Wednesday, July 02, 2008

Another Blow to Mugabe

A couple of weeks ago I wrote THIS post about the German company Giesecke & Devrient, who supply paper to the Reserve Bank of Zimbabwe to print their bank notes. Critics claimed the money helped prop up the government of President Robert Mugabe. The Wall Street Journal reports today...

Giesecke & Devrient has now announced that it will stop supplying Zimbabwe with paper used to print money. The Munich company said its decision was made in response to an official request from the German government and calls for international sanctions on Zimbabwe by the European Union and United Nations.

"Our decision takes account of concerns about the worsening political situation in Zimbabwe which we had expected to improve," Karsten Ottenberg, managing director of Giesecke & Devrient said in a statement released yesterday. "It also reflects the critical views from the international community, the government and general public."

Zimbabwe is in the midst of an economic meltdown and economists say the inflation rate is at least 2 million percent. Mugabe, under criticism for the violence leading up to last week's run-off elections, is said to be keeping himself in power by printing money to pay his ministers and supporters.

The violence leading up to the elections and the country's continued runaway inflation have led some nations to call for UN sanctions. A dozen human rights activists demonstrated in front of the company headquarters on Friday, holding up banners reading: "No cash for terror."

Germany's Development Minister Heidemarie Wieczorek-Zeul made an official request last week that the paper shipments stop, saying that the money was helping to keep Mugabe in power.

The firm is believed to have supplied about half of the country's currency, according to media reports. Giesecke & Devrient reportedly provides banknote paper to more than 100 countries and is thought to be the largest printer of euro banknotes.

11 comments:

Anonymous said...

How does Mugabe pay for these banknotes? I assume the German company does not accept payment in the Zimbabwean dollars they have just printed?

Anonymous said...

Disappointing to hear WPP on Today programme this morning but no mention of their Zanu-PF work.

Doctor Millionaire said...

So Mugabe's solved the problem of Zimbawean inflation?

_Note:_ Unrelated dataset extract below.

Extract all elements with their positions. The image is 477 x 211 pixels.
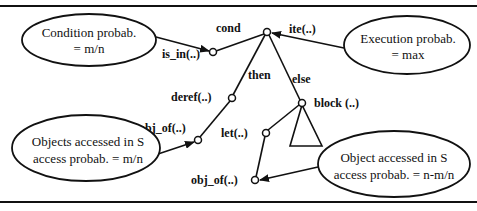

Say what you want, the guy's innovating solutions left, right and centre.

Anonymous said...

All it needs now is a shut-down of South Africa's electricity supply to Zim and game over...

Fat chance!

There is apparently no limit to what Africans are prepared to do by way of violence to each other.

It was always thus.

The African continent and its long-suffering populations is doomed until full and fair elections become the order of the day.

Fat chance 2 !

GreatGranPapaPat [ex-expat]

simonh said...

They also make our Oyster cards - see today's Standard

Anonymous said...

Nice work to deprive a company of a legitimate business -- and you argued this like a classic lefty too :(

... all that'll happen is that Mugabe's minions will print over the amount with a new denomination, just like happened in the Weimar time when it got too expensive to print money at any denomination.

No-one will be saved by this, if anything having to pay real money for fake stuff it removed dollars from Mugabe to buy weapons with.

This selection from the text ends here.